Tiny houses have evolved from a twee trend into a viable design solution for combatting homelessness, densifying cities, and making vacations more affordable. It’s also creeping into office design, as a new workspace for the tech startup Coroflot shows.
The Portland, Oregon, design studio Los Osos tapped the fad when it set out to build a 280-square-foot office for Coroflot, an online design-services directory and community that was beginning to build out its team. The company didn’t want to shell out for something that it would quickly outgrow; however, it didn’t want to compromise on design in the present, either. Working with a $40,000 budget, Los Osos created a space that clearly communicates Coroflot’s creative vision, can grow with the company, and makes the most of resources at hand—including a mobile office-on-wheels.
«Looking from our point of view at Coroflot, a small bootstrap startup, [the biggest benefit] is that it isn’t wasteful,» says Los Osos principal Laurence Sarrazin. «The money spent on the build-out isn’t permanently tied to the building or location. The space investment is mobile, liquid, in a way; it can go places, it can be sold if necessary.»
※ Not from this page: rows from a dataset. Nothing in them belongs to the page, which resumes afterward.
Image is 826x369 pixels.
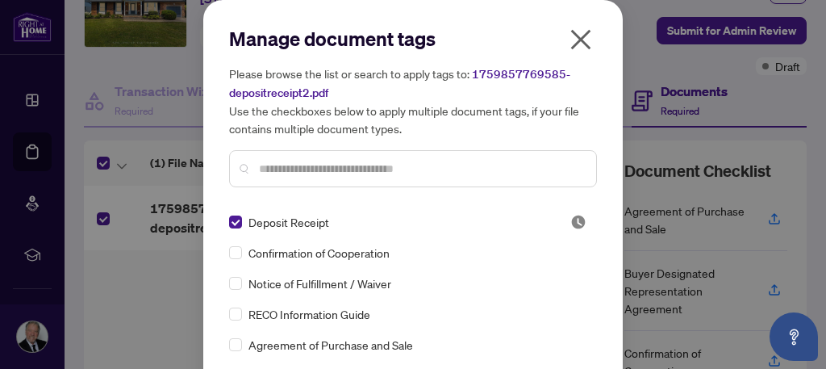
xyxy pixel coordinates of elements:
span: close [568,27,594,52]
span: Deposit Receipt [248,213,329,231]
span: Agreement of Purchase and Sale [248,335,413,353]
span: Notice of Fulfillment / Waiver [248,274,391,292]
h2: Manage document tags [229,26,597,52]
h5: Please browse the list or search to apply tags to: Use the checkboxes below to apply multiple doc... [229,65,597,137]
img: status [570,214,586,230]
span: RECO Information Guide [248,305,370,323]
span: Pending Review [570,214,586,230]
span: Confirmation of Cooperation [248,244,390,261]
button: Open asap [769,312,818,360]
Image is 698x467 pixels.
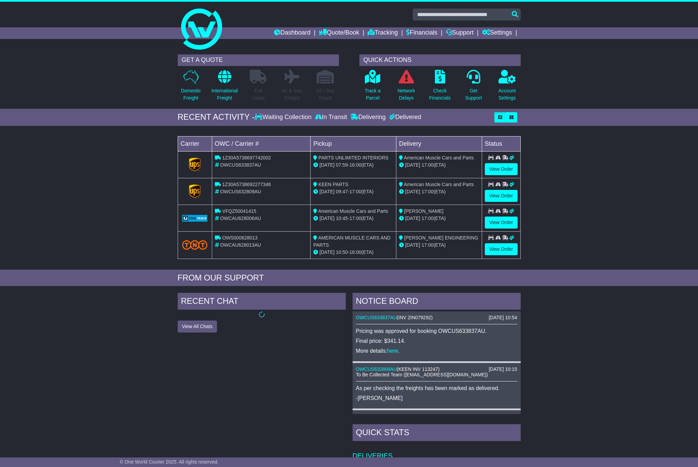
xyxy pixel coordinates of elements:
[222,235,258,240] span: OWS000628013
[356,385,518,391] p: As per checking the freights has been marked as delivered.
[399,215,479,222] div: (ETA)
[399,366,438,372] span: KEEN INV 113247
[365,69,381,105] a: Track aParcel
[356,366,397,372] a: OWCUS632809AU
[314,235,391,248] span: AMERICAN MUSCLE CARS AND PARTS
[356,337,518,344] p: Final price: $341.14.
[222,155,271,160] span: 1Z30A5738697742002
[482,27,512,39] a: Settings
[320,215,335,221] span: [DATE]
[465,87,482,102] p: Get Support
[405,215,421,221] span: [DATE]
[482,136,521,151] td: Status
[422,162,434,168] span: 17:00
[317,87,335,102] p: Air / Sea Depot
[181,69,201,105] a: DomesticFreight
[182,240,208,249] img: TNT_Domestic.png
[211,69,238,105] a: InternationalFreight
[498,69,517,105] a: AccountSettings
[499,87,516,102] p: Account Settings
[350,189,362,194] span: 17:00
[349,114,388,121] div: Delivering
[220,189,261,194] span: OWCUS632809AU
[336,162,348,168] span: 07:59
[311,136,397,151] td: Pickup
[255,114,313,121] div: Waiting Collection
[356,315,397,320] a: OWCUS633837AU
[336,215,348,221] span: 10:45
[320,249,335,255] span: [DATE]
[356,366,518,372] div: ( )
[178,273,521,283] div: FROM OUR SUPPORT
[485,243,518,255] a: View Order
[356,347,518,354] p: More details: .
[404,208,444,214] span: [PERSON_NAME]
[274,27,311,39] a: Dashboard
[212,87,238,102] p: International Freight
[222,182,271,187] span: 1Z30A5738692277346
[320,189,335,194] span: [DATE]
[407,27,438,39] a: Financials
[319,27,359,39] a: Quote/Book
[282,87,302,102] p: Air & Sea Freight
[353,442,521,460] td: Deliveries
[314,188,394,195] div: - (ETA)
[356,413,397,419] a: OWCUS632809AU
[178,136,212,151] td: Carrier
[396,136,482,151] td: Delivery
[336,189,348,194] span: 09:47
[222,208,256,214] span: VFQZ50041415
[399,413,438,419] span: KEEN INV 113247
[220,162,261,168] span: OWCUS633837AU
[405,162,421,168] span: [DATE]
[314,215,394,222] div: - (ETA)
[336,249,348,255] span: 10:50
[446,27,474,39] a: Support
[404,155,474,160] span: American Muscle Cars and Parts
[356,395,518,401] p: -[PERSON_NAME]
[350,162,362,168] span: 16:00
[399,315,431,320] span: INV 2IN079292
[314,249,394,256] div: - (ETA)
[360,54,521,66] div: QUICK ACTIONS
[489,413,517,419] div: [DATE] 15:11
[178,293,346,311] div: RECENT CHAT
[465,69,482,105] a: GetSupport
[319,182,348,187] span: KEEN PARTS
[485,190,518,202] a: View Order
[178,112,255,122] div: RECENT ACTIVITY -
[405,189,421,194] span: [DATE]
[212,136,311,151] td: OWC / Carrier #
[397,69,415,105] a: NetworkDelays
[422,215,434,221] span: 17:00
[368,27,398,39] a: Tracking
[318,208,388,214] span: American Muscle Cars and Parts
[422,242,434,248] span: 17:00
[422,189,434,194] span: 17:00
[387,348,398,354] a: here
[356,413,518,419] div: ( )
[399,188,479,195] div: (ETA)
[485,216,518,228] a: View Order
[399,241,479,249] div: (ETA)
[429,69,451,105] a: CheckFinancials
[350,215,362,221] span: 17:00
[404,182,474,187] span: American Muscle Cars and Parts
[220,215,261,221] span: OWCAU628006AU
[405,242,421,248] span: [DATE]
[320,162,335,168] span: [DATE]
[399,161,479,169] div: (ETA)
[398,87,415,102] p: Network Delays
[388,114,422,121] div: Delivered
[404,235,479,240] span: [PERSON_NAME] ENGINEERING
[181,87,201,102] p: Domestic Freight
[319,155,389,160] span: PARTS UNLIMITED INTERIORS
[250,87,267,102] p: Full Loads
[350,249,362,255] span: 16:00
[314,114,349,121] div: In Transit
[489,366,517,372] div: [DATE] 10:15
[365,87,381,102] p: Track a Parcel
[314,161,394,169] div: - (ETA)
[189,158,201,171] img: GetCarrierServiceLogo
[356,315,518,320] div: ( )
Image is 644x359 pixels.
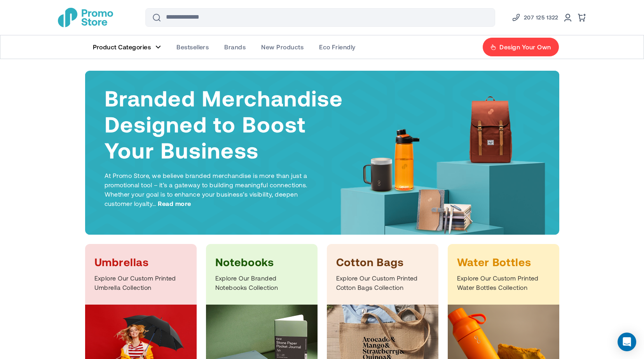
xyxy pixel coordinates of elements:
[457,274,550,292] p: Explore Our Custom Printed Water Bottles Collection
[335,93,553,251] img: Products
[158,199,191,208] span: Read more
[336,255,429,269] h3: Cotton Bags
[168,36,216,59] a: Bestsellers
[482,37,559,57] a: Design Your Own
[253,36,311,59] a: New Products
[336,274,429,292] p: Explore Our Custom Printed Cotton Bags Collection
[58,8,113,27] a: store logo
[618,333,636,351] div: Open Intercom Messenger
[58,8,113,27] img: Promotional Merchandise
[224,43,246,51] span: Brands
[177,43,209,51] span: Bestsellers
[311,36,363,59] a: Eco Friendly
[215,274,308,292] p: Explore Our Branded Notebooks Collection
[524,13,559,22] span: 207 125 1322
[215,255,308,269] h3: Notebooks
[457,255,550,269] h3: Water Bottles
[93,43,151,51] span: Product Categories
[95,255,187,269] h3: Umbrellas
[500,43,551,51] span: Design Your Own
[95,274,187,292] p: Explore Our Custom Printed Umbrella Collection
[85,36,169,59] a: Product Categories
[147,8,166,27] button: Search
[216,36,253,59] a: Brands
[105,172,308,207] span: At Promo Store, we believe branded merchandise is more than just a promotional tool – it’s a gate...
[319,43,356,51] span: Eco Friendly
[105,85,344,163] h1: Branded Merchandise Designed to Boost Your Business
[261,43,303,51] span: New Products
[512,13,559,22] a: Phone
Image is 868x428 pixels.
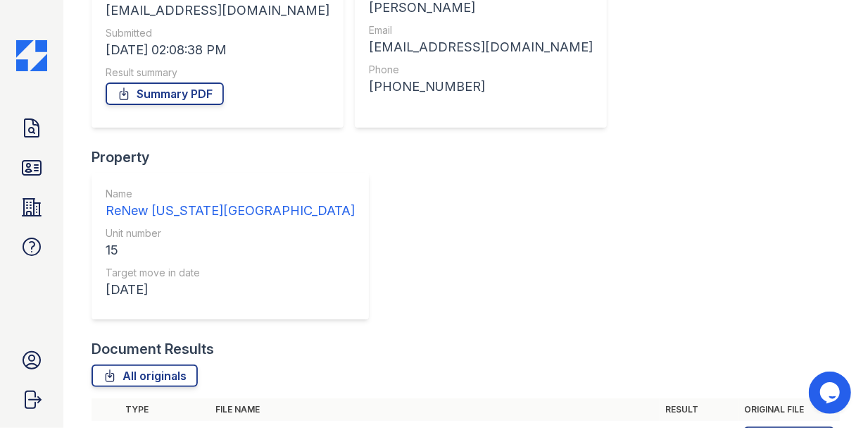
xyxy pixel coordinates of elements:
[369,23,593,37] div: Email
[106,1,330,21] div: [EMAIL_ADDRESS][DOMAIN_NAME]
[92,339,214,359] div: Document Results
[16,40,48,71] img: CE_Icon_Blue-c292c112584629df590d857e76928e9f676e5b41ef8f769ba2f05ee15b207248.png
[106,40,330,60] div: [DATE] 02:08:38 PM
[106,65,330,79] div: Result summary
[210,398,660,421] th: File name
[92,148,380,167] div: Property
[106,240,355,260] div: 15
[106,26,330,40] div: Submitted
[106,82,224,105] a: Summary PDF
[739,398,840,421] th: Original file
[106,187,355,221] a: Name ReNew [US_STATE][GEOGRAPHIC_DATA]
[369,77,593,96] div: [PHONE_NUMBER]
[106,187,355,201] div: Name
[106,279,355,299] div: [DATE]
[660,398,739,421] th: Result
[369,37,593,57] div: [EMAIL_ADDRESS][DOMAIN_NAME]
[106,226,355,240] div: Unit number
[106,201,355,221] div: ReNew [US_STATE][GEOGRAPHIC_DATA]
[106,265,355,279] div: Target move in date
[809,371,854,414] iframe: chat widget
[120,398,210,421] th: Type
[369,63,593,77] div: Phone
[92,364,198,387] a: All originals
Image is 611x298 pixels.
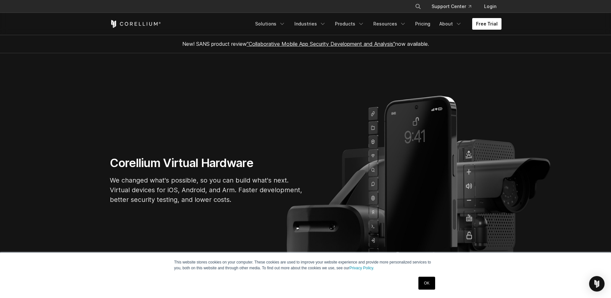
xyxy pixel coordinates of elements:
[350,265,374,270] a: Privacy Policy.
[174,259,437,271] p: This website stores cookies on your computer. These cookies are used to improve your website expe...
[291,18,330,30] a: Industries
[251,18,289,30] a: Solutions
[110,20,161,28] a: Corellium Home
[407,1,502,12] div: Navigation Menu
[370,18,410,30] a: Resources
[411,18,434,30] a: Pricing
[110,156,303,170] h1: Corellium Virtual Hardware
[110,175,303,204] p: We changed what's possible, so you can build what's next. Virtual devices for iOS, Android, and A...
[436,18,466,30] a: About
[412,1,424,12] button: Search
[479,1,502,12] a: Login
[427,1,477,12] a: Support Center
[247,41,395,47] a: "Collaborative Mobile App Security Development and Analysis"
[182,41,429,47] span: New! SANS product review now available.
[589,276,605,291] div: Open Intercom Messenger
[251,18,502,30] div: Navigation Menu
[419,276,435,289] a: OK
[472,18,502,30] a: Free Trial
[331,18,368,30] a: Products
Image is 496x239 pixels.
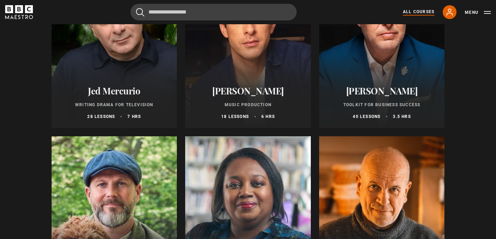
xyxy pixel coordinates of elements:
[136,8,144,17] button: Submit the search query
[193,85,302,96] h2: [PERSON_NAME]
[353,113,380,120] p: 40 lessons
[327,85,436,96] h2: [PERSON_NAME]
[327,102,436,108] p: Toolkit for Business Success
[130,4,297,20] input: Search
[393,113,410,120] p: 3.5 hrs
[261,113,275,120] p: 6 hrs
[221,113,249,120] p: 18 lessons
[87,113,115,120] p: 28 lessons
[60,102,169,108] p: Writing Drama for Television
[60,85,169,96] h2: Jed Mercurio
[5,5,33,19] svg: BBC Maestro
[193,102,302,108] p: Music Production
[465,9,491,16] button: Toggle navigation
[127,113,141,120] p: 7 hrs
[403,9,434,16] a: All Courses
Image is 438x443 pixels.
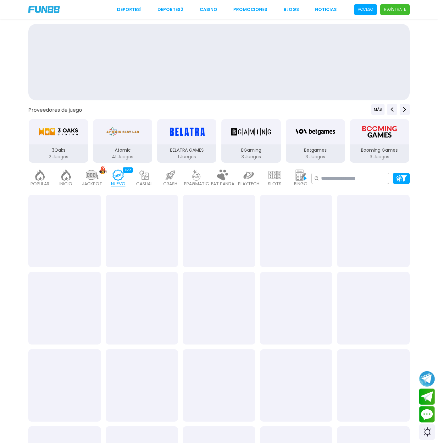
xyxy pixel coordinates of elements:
[28,107,82,113] button: Proveedores de juego
[238,180,259,187] p: PLAYTECH
[347,119,412,163] button: Booming Games
[136,180,152,187] p: CASUAL
[384,7,406,12] p: Regístrate
[371,104,384,115] button: Previous providers
[295,169,307,180] img: bingo_light.webp
[112,169,124,180] img: new_active.webp
[221,153,280,160] p: 3 Juegos
[82,180,102,187] p: JACKPOT
[164,169,177,180] img: crash_light.webp
[221,147,280,153] p: BGaming
[286,147,345,153] p: Betgames
[158,6,183,13] a: Deportes2
[283,119,347,163] button: Betgames
[284,6,299,13] a: BLOGS
[419,370,435,387] button: Join telegram channel
[93,147,152,153] p: Atomic
[99,166,107,174] img: hot
[28,6,60,13] img: Company Logo
[117,6,141,13] a: Deportes1
[30,180,49,187] p: POPULAR
[167,123,207,141] img: BELATRA GAMES
[93,153,152,160] p: 41 Juegos
[400,104,410,115] button: Next providers
[350,147,409,153] p: Booming Games
[419,424,435,440] div: Switch theme
[396,175,407,181] img: Platform Filter
[242,169,255,180] img: playtech_light.webp
[29,147,88,153] p: 3Oaks
[157,153,216,160] p: 1 Juegos
[184,180,209,187] p: PRAGMATIC
[111,180,125,187] p: NUEVO
[91,119,155,163] button: Atomic
[216,169,229,180] img: fat_panda_light.webp
[296,123,335,141] img: Betgames
[231,123,271,141] img: BGaming
[219,119,283,163] button: BGaming
[34,169,46,180] img: popular_light.webp
[123,167,133,173] div: 977
[294,180,307,187] p: BINGO
[419,388,435,405] button: Join telegram
[190,169,203,180] img: pragmatic_light.webp
[387,104,397,115] button: Previous providers
[350,153,409,160] p: 3 Juegos
[155,119,219,163] button: BELATRA GAMES
[138,169,151,180] img: casual_light.webp
[105,123,140,141] img: Atomic
[211,180,234,187] p: FAT PANDA
[315,6,337,13] a: NOTICIAS
[157,147,216,153] p: BELATRA GAMES
[163,180,177,187] p: CRASH
[419,406,435,422] button: Contact customer service
[86,169,98,180] img: jackpot_light.webp
[26,119,91,163] button: 3Oaks
[268,180,281,187] p: SLOTS
[60,169,72,180] img: home_light.webp
[360,123,399,141] img: Booming Games
[268,169,281,180] img: slots_light.webp
[233,6,267,13] a: Promociones
[286,153,345,160] p: 3 Juegos
[358,7,373,12] p: Acceso
[200,6,217,13] a: CASINO
[29,153,88,160] p: 2 Juegos
[59,180,72,187] p: INICIO
[39,123,78,141] img: 3Oaks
Coroflot leased a 2,500-square-foot defunct ambulance garage in a low-rent part of Portland, and festooned the exterior in a dazzle-camouflage pattern. The office-on-wheels came from the company’s founder: Back in 2012, Coroflot’s Eric Ludlum had plans to build a tiny house and even commissioned a custom 28′ x 10′ trailer. The project was eventually tabled, but when Coroflot needed space, Ludlum and his wife—Los Osos’s Laurence Sarrazin—immediately thought of the trailer. Its size and mobility (though it’s on wheels, it does take a few days to get it ready to move) made it a perfect fit for the garage space.
«Being modular and configurable means we can repurpose it if we grow and it makes sense we can move the desks out and it can become a meeting room,» Sarrazin says. «The reason why we are in an old Ambulance depot in a not great part of town is because of price. If the area turns around and rents go up our investment in the space comes with us if we have to move.»
Sarrazin outfitted the trailer with a Douglass fir post-and-beam frame and polycarbonate walls, which let daylight in while offering privacy and sound insulation. She furnished the interior with a modular office furniture system of her own design. There are workstations, a meeting area equipped with a screen for presentations, and even a little kitchenette. A few plants and cacti add a domestic touch.
«It does have a greenhouse vibe and it has been suggested more than once it would make for a great high-end cannabis grow room,» Sarrazin says.
While Coroflot’s office was a bespoke project, Sarrazin thinks this model—tiny mobile workspaces—could easily be applied to other start-ups and is especially appealing from a financial standpoint.
«The small business market is really where this idea has value,» she says. «Across every aspect of running a business you confront the question of investing more up front for something that lasts and is extensible, or of putting in less money and accepting it as a sunk cost with no residual value. With small businesses, everything is at a smaller scale so in terms of the bottom line, putting in $50,000 for a build out that you have to leave behind when you get priced out of a location is hard to take. Not to mention you’ll probably have to do it again wherever you land.»
But it’s not just dollars and cents that make it a smart idea for growing companies.
«Then there is the aspect of expressing your values and identity through your environment,» Sarrazin says. «For startups, this is an important way to define themselves to clients, to investors, to employees and the public. For those that are lucky enough to be around long-term, the origin story of the enterprise is at the heart of their story often, and in those cases, the mobile office serves as a full-scale origin-myth totem—and one that is still functional.»